Calculating the undercount in Census ’96

 

Contents

Introduction

1. Undercount in the census

2. The post-enumeration survey

3. Calculation of undercount

4. Characteristics of undercount

Appendices

The data contained in this report were gathered in October 1996. Since then, there have been demographic changes in South Africa associated, inter alia, with internal and external migration, and population growth. This means that population profiles may have changed at differing geographic levels. Stats SA is not responsible for any damages or losses, arising directly or consequently, which might result from the application or use of the data gathered as part of the 1996 population census.

The data have been evaluated and reviewed by a task team of the Interim Statistics Council. The Council’s statement and the task team’s report are available from the Statistics Council through Stats SA.

Census ’96 was statistically adjusted for undercount on the basis of a nationwide post-enumeration survey, instead of being brought into conformity with a population-projection model and demographic assumptions reaching back 20 years, as was the case with the 1991 census. Consequently, Census ’96 results differ in some respects from those based on the projections of the model previously used, including:

  • the population size;
  • the age distribution;
  • the implied extent of international migration; and
  • the relative size of population groups and provinces.

Copyright notice: Information contained in this publication may be freely cited, provided Statistics South Africa (Stats SA) is acknowledged as the source of the original information; and that the information cited or otherwise utilised is not sold or offered for sale in any form whatsoever without the prior permission of Statistics South Africa.

Introduction

During October 1996, the first census of the new South Africa was conducted. Every person present in South Africa on census night (9-10 October) should, in principle, have been enumerated on a census questionnaire between 10 and 31 October. However, it is inevitable that some people will, in practice, not be reached by any census.

In a regionally diverse, unevenly skilled, ethnically heterogeneous country like South Africa, and with a degree of political suspicion towards the new government in different areas or among different groups, the proportions of people not enumerated will vary in intricate ways. The challenges were heightened in Census ’96 by the short time (slightly more than a year) available for planning and implementation of the fieldwork.

The post-enumeration survey (PES) was conducted immediately after the census on a countrywide basis to measure the proportion of the population not reached in Census ’96. This was the first time that a post-enumeration survey of this scope and nature was conducted in South Africa. This report details the methodology of the PES, notes some of the problems encountered and how they were addressed, and presents the estimates of undercount.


## Directions
Could you return all of the entries below exactly, minus the pictures?

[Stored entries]
-*-

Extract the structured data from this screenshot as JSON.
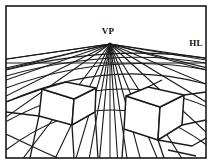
{
  "figure": {
    "background_color": "#ffffff",
    "line_color": "#1a1a1a",
    "frame": {
      "x": 6,
      "y": 6,
      "width": 200,
      "height": 152,
      "stroke_width": 1.6
    },
    "labels": {
      "vanishing_point": "VP",
      "horizon_line": "HL"
    },
    "label_positions": {
      "vanishing_point": {
        "x": 108,
        "y": 34
      },
      "horizon_line": {
        "x": 196,
        "y": 46
      }
    },
    "vanishing_point": {
      "x": 110,
      "y": 44
    },
    "horizon_line": {
      "y": 63,
      "x_start": 6,
      "x_end": 206,
      "stroke_width": 1.0
    },
    "center_vertical": {
      "x": 110,
      "y_start": 44,
      "y_end": 158,
      "stroke_width": 1.0
    },
    "rays": [
      {
        "name": "ray-far-left-1",
        "x2": -40,
        "y2": 66
      },
      {
        "name": "ray-far-left-2",
        "x2": -30,
        "y2": 78
      },
      {
        "name": "ray-left-1",
        "x2": 6,
        "y2": 59
      },
      {
        "name": "ray-left-2",
        "x2": 6,
        "y2": 68
      },
      {
        "name": "ray-left-3",
        "x2": 6,
        "y2": 80
      },
      {
        "name": "ray-left-4",
        "x2": 6,
        "y2": 96
      },
      {
        "name": "ray-left-5",
        "x2": 2,
        "y2": 120
      },
      {
        "name": "ray-left-6",
        "x2": 18,
        "y2": 165
      },
      {
        "name": "ray-left-7",
        "x2": 52,
        "y2": 165
      },
      {
        "name": "ray-left-8",
        "x2": 74,
        "y2": 165
      },
      {
        "name": "ray-left-9",
        "x2": 88,
        "y2": 165
      },
      {
        "name": "ray-center-left",
        "x2": 99,
        "y2": 165
      },
      {
        "name": "ray-center-right",
        "x2": 118,
        "y2": 165
      },
      {
        "name": "ray-right-1",
        "x2": 128,
        "y2": 165
      },
      {
        "name": "ray-right-2",
        "x2": 142,
        "y2": 165
      },
      {
        "name": "ray-right-3",
        "x2": 160,
        "y2": 165
      },
      {
        "name": "ray-right-4",
        "x2": 186,
        "y2": 165
      },
      {
        "name": "ray-right-5",
        "x2": 206,
        "y2": 132
      },
      {
        "name": "ray-right-6",
        "x2": 206,
        "y2": 102
      },
      {
        "name": "ray-right-7",
        "x2": 206,
        "y2": 84
      },
      {
        "name": "ray-right-8",
        "x2": 206,
        "y2": 70
      },
      {
        "name": "ray-right-9",
        "x2": 206,
        "y2": 60
      },
      {
        "name": "ray-far-right-1",
        "x2": 244,
        "y2": 64
      },
      {
        "name": "ray-far-right-2",
        "x2": 240,
        "y2": 76
      }
    ],
    "ground_arcs": [
      {
        "name": "arc-1",
        "d": "M 6 70 Q 110 44 206 58"
      },
      {
        "name": "arc-2",
        "d": "M 6 76 Q 110 47 206 63"
      },
      {
        "name": "arc-3",
        "d": "M 6 88 Q 110 50 213 71"
      },
      {
        "name": "arc-4",
        "d": "M 4 103 Q 110 55 213 86"
      },
      {
        "name": "arc-5",
        "d": "M 2 124 Q 110 62 214 110"
      },
      {
        "name": "arc-6",
        "d": "M 6 150 Q 110 72 208 146"
      }
    ],
    "boxes": [
      {
        "name": "box-left",
        "top_face": "M 42 89 L 66 82 L 96 88 L 74 99 Z",
        "front_face": "M 42 89 L 74 99 L 72 125 L 39 116 Z",
        "side_face": "M 74 99 L 96 88 L 95 112 L 72 125 Z"
      },
      {
        "name": "box-right",
        "top_face": "M 126 96 L 148 87 L 184 95 L 160 107 Z",
        "front_face": "M 126 96 L 160 107 L 158 140 L 124 129 Z",
        "side_face": "M 160 107 L 184 95 L 182 125 L 158 140 Z"
      }
    ],
    "ground_edges": [
      {
        "name": "ground-edge-1",
        "d": "M 6 102 L 42 89"
      },
      {
        "name": "ground-edge-2",
        "d": "M 6 112 L 39 116"
      },
      {
        "name": "ground-edge-3",
        "d": "M 39 116 L 30 158"
      },
      {
        "name": "ground-edge-4",
        "d": "M 72 125 L 74 158"
      },
      {
        "name": "ground-edge-5",
        "d": "M 6 134 L 44 152"
      },
      {
        "name": "ground-edge-6",
        "d": "M 44 152 L 58 158"
      },
      {
        "name": "ground-edge-7",
        "d": "M 95 112 L 98 158"
      },
      {
        "name": "ground-edge-8",
        "d": "M 124 129 L 122 158"
      },
      {
        "name": "ground-edge-9",
        "d": "M 158 140 L 164 158"
      },
      {
        "name": "ground-edge-10",
        "d": "M 182 125 L 206 120"
      },
      {
        "name": "ground-edge-11",
        "d": "M 158 140 L 192 146 L 206 138"
      },
      {
        "name": "ground-edge-12",
        "d": "M 168 150 L 196 156"
      },
      {
        "name": "ground-edge-13",
        "d": "M 184 95 L 206 92"
      },
      {
        "name": "ground-edge-14",
        "d": "M 148 87 L 162 80"
      }
    ]
  }
}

-*-

## Your response
Extract the structured data from this screenshot as JSON.
{
  "figure": {
    "background_color": "#ffffff",
    "line_color": "#1a1a1a",
    "frame": {
      "x": 6,
      "y": 6,
      "width": 200,
      "height": 152,
      "stroke_width": 1.6
    },
    "labels": {
      "vanishing_point": "VP",
      "horizon_line": "HL"
    },
    "label_positions": {
      "vanishing_point": {
        "x": 108,
        "y": 34
      },
      "horizon_line": {
        "x": 196,
        "y": 46
      }
    },
    "vanishing_point": {
      "x": 110,
      "y": 44
    },
    "horizon_line": {
      "y": 63,
      "x_start": 6,
      "x_end": 206,
      "stroke_width": 1.0
    },
    "center_vertical": {
      "x": 110,
      "y_start": 44,
      "y_end": 158,
      "stroke_width": 1.0
    },
    "rays": [
      {
        "name": "ray-far-left-1",
        "x2": -40,
        "y2": 66
      },
      {
        "name": "ray-far-left-2",
        "x2": -30,
        "y2": 78
      },
      {
        "name": "ray-left-1",
        "x2": 6,
        "y2": 59
      },
      {
        "name": "ray-left-2",
        "x2": 6,
        "y2": 68
      },
      {
        "name": "ray-left-3",
        "x2": 6,
        "y2": 80
      },
      {
        "name": "ray-left-4",
        "x2": 6,
        "y2": 96
      },
      {
        "name": "ray-left-5",
        "x2": 2,
        "y2": 120
      },
      {
        "name": "ray-left-6",
        "x2": 18,
        "y2": 165
      },
      {
        "name": "ray-left-7",
        "x2": 52,
        "y2": 165
      },
      {
        "name": "ray-left-8",
        "x2": 74,
        "y2": 165
      },
      {
        "name": "ray-left-9",
        "x2": 88,
        "y2": 165
      },
      {
        "name": "ray-center-left",
        "x2": 99,
        "y2": 165
      },
      {
        "name": "ray-center-right",
        "x2": 118,
        "y2": 165
      },
      {
        "name": "ray-right-1",
        "x2": 128,
        "y2": 165
      },
      {
        "name": "ray-right-2",
        "x2": 142,
        "y2": 165
      },
      {
        "name": "ray-right-3",
        "x2": 160,
        "y2": 165
      },
      {
        "name": "ray-right-4",
        "x2": 186,
        "y2": 165
      },
      {
        "name": "ray-right-5",
        "x2": 206,
        "y2": 132
      },
      {
        "name": "ray-right-6",
        "x2": 206,
        "y2": 102
      },
      {
        "name": "ray-right-7",
        "x2": 206,
        "y2": 84
      },
      {
        "name": "ray-right-8",
        "x2": 206,
        "y2": 70
      },
      {
        "name": "ray-right-9",
        "x2": 206,
        "y2": 60
      },
      {
        "name": "ray-far-right-1",
        "x2": 244,
        "y2": 64
      },
      {
        "name": "ray-far-right-2",
        "x2": 240,
        "y2": 76
      }
    ],
    "ground_arcs": [
      {
        "name": "arc-1",
        "d": "M 6 70 Q 110 44 206 58"
      },
      {
        "name": "arc-2",
        "d": "M 6 76 Q 110 47 206 63"
      },
      {
        "name": "arc-3",
        "d": "M 6 88 Q 110 50 213 71"
      },
      {
        "name": "arc-4",
        "d": "M 4 103 Q 110 55 213 86"
      },
      {
        "name": "arc-5",
        "d": "M 2 124 Q 110 62 214 110"
      },
      {
        "name": "arc-6",
        "d": "M 6 150 Q 110 72 208 146"
      }
    ],
    "boxes": [
      {
        "name": "box-left",
        "top_face": "M 42 89 L 66 82 L 96 88 L 74 99 Z",
        "front_face": "M 42 89 L 74 99 L 72 125 L 39 116 Z",
        "side_face": "M 74 99 L 96 88 L 95 112 L 72 125 Z"
      },
      {
        "name": "box-right",
        "top_face": "M 126 96 L 148 87 L 184 95 L 160 107 Z",
        "front_face": "M 126 96 L 160 107 L 158 140 L 124 129 Z",
        "side_face": "M 160 107 L 184 95 L 182 125 L 158 140 Z"
      }
    ],
    "ground_edges": [
      {
        "name": "ground-edge-1",
        "d": "M 6 102 L 42 89"
      },
      {
        "name": "ground-edge-2",
        "d": "M 6 112 L 39 116"
      },
      {
        "name": "ground-edge-3",
        "d": "M 39 116 L 30 158"
      },
      {
        "name": "ground-edge-4",
        "d": "M 72 125 L 74 158"
      },
      {
        "name": "ground-edge-5",
        "d": "M 6 134 L 44 152"
      },
      {
        "name": "ground-edge-6",
        "d": "M 44 152 L 58 158"
      },
      {
        "name": "ground-edge-7",
        "d": "M 95 112 L 98 158"
      },
      {
        "name": "ground-edge-8",
        "d": "M 124 129 L 122 158"
      },
      {
        "name": "ground-edge-9",
        "d": "M 158 140 L 164 158"
      },
      {
        "name": "ground-edge-10",
        "d": "M 182 125 L 206 120"
      },
      {
        "name": "ground-edge-11",
        "d": "M 158 140 L 192 146 L 206 138"
      },
      {
        "name": "ground-edge-12",
        "d": "M 168 150 L 196 156"
      },
      {
        "name": "ground-edge-13",
        "d": "M 184 95 L 206 92"
      },
      {
        "name": "ground-edge-14",
        "d": "M 148 87 L 162 80"
      }
    ]
  }
}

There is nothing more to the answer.